Like anything else I buy, I look at the pros and cons. I try to take a clear-eyed look at things. In the case of EVs, it’s important to consider things like where prices are going, what future electricity prices might be, what the economics look like when net metering and other subsidies end, can you get the battery replaced when it goes, etc.
In Canada, my main concern is weather. A vehicle that doesn’t work well in the deep of winter is unacceptable.
Last year, I was fanboying the F-150 Lightning. $59,000 cdn ($39,000 US) for a vehicle with 300 mile range, ability to power your house for days, with an optional box-mounted generator making it a PHEV when needed sounded about perfect.
A year later, the same vehicle is $81,000. If you want 300 mile range, $97,000. The box generator is vaporware, and will probably be many thousands of dollars if they ever release it. Hardware and installation for using it as emergency backup for the house costs more than twice what a dedicated Generac home generator costs.
And after the first winter with the trucks, reviewers report that it can’t really tow without losing huge range, loses more than half its range on cold winter days, and the huge battery means level 1 charing is pretty much a waste if time, and any kind of reasonable charging rates require a service upgrade to my house for $15,000-$40,000.
We’re talking about EV plans, and I’m outlining mine. Anyone who refuses to look at the downside to a purchase like this is making a mistake. Sorry if that makes me a wet blanket to all the enthusiasm. I don’t want to buy an EV only to find I am restricted heavily in when I can charge it, or to see electricity prices double and it becaomes as expensive to run as a gas car anyway. I don’t want battery shortages to make the EV scrap when the battery goes because a new one is worth more than the vehicle.
If I were to buy an EV today, It would be a small city car for use as a second vehicle to replace our Saab 9-2x. Those still make sense here. The electric truck is now off the table. Sadly.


__Goal of the exercise__: From the line that contains "The width and height of the screenshot is (1203, 580)." to the last line of the records below, retype each line exactly; leave out everything else.

__Provided data__:
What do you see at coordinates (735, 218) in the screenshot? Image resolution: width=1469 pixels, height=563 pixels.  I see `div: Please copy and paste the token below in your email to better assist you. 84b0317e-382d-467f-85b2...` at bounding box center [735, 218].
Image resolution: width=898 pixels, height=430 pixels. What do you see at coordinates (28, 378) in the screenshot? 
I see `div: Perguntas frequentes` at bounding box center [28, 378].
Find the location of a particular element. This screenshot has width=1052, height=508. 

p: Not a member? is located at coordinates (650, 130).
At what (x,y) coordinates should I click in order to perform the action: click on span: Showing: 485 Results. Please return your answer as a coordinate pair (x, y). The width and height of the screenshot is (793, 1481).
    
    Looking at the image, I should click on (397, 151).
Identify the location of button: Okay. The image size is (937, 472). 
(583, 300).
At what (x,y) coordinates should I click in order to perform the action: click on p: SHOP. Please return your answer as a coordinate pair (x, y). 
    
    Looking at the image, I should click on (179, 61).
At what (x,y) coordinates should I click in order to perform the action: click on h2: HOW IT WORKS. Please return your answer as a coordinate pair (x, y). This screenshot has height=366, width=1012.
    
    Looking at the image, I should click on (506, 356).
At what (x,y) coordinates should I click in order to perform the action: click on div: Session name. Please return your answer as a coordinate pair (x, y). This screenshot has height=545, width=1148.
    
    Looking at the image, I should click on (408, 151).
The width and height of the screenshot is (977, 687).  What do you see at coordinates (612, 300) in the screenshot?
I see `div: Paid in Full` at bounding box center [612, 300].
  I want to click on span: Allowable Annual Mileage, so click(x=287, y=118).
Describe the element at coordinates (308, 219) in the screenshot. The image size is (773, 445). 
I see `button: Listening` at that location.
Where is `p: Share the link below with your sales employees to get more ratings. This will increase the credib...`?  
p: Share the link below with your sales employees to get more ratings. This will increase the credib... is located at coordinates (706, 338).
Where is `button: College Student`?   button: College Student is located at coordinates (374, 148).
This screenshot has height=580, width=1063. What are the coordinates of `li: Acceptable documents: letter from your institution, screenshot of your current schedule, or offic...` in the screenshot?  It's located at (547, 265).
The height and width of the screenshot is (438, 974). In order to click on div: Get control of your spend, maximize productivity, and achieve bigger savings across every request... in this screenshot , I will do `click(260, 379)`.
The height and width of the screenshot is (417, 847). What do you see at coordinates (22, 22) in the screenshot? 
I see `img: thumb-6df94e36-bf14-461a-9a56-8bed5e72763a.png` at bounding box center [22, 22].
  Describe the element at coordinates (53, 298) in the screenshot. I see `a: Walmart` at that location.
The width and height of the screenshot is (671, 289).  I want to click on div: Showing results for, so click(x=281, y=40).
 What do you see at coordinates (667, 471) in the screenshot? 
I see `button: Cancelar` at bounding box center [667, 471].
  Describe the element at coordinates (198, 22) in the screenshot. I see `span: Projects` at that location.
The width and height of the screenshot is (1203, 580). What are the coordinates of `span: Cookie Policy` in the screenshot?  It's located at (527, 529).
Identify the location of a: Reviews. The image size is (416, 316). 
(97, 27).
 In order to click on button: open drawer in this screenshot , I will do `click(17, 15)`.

__Reply to the task__:
The width and height of the screenshot is (1203, 580). What are the coordinates of `span: Cookie Policy` in the screenshot?  It's located at (527, 529).
Identify the location of a: Reviews. The image size is (416, 316). 
(97, 27).
 In order to click on button: open drawer in this screenshot , I will do `click(17, 15)`.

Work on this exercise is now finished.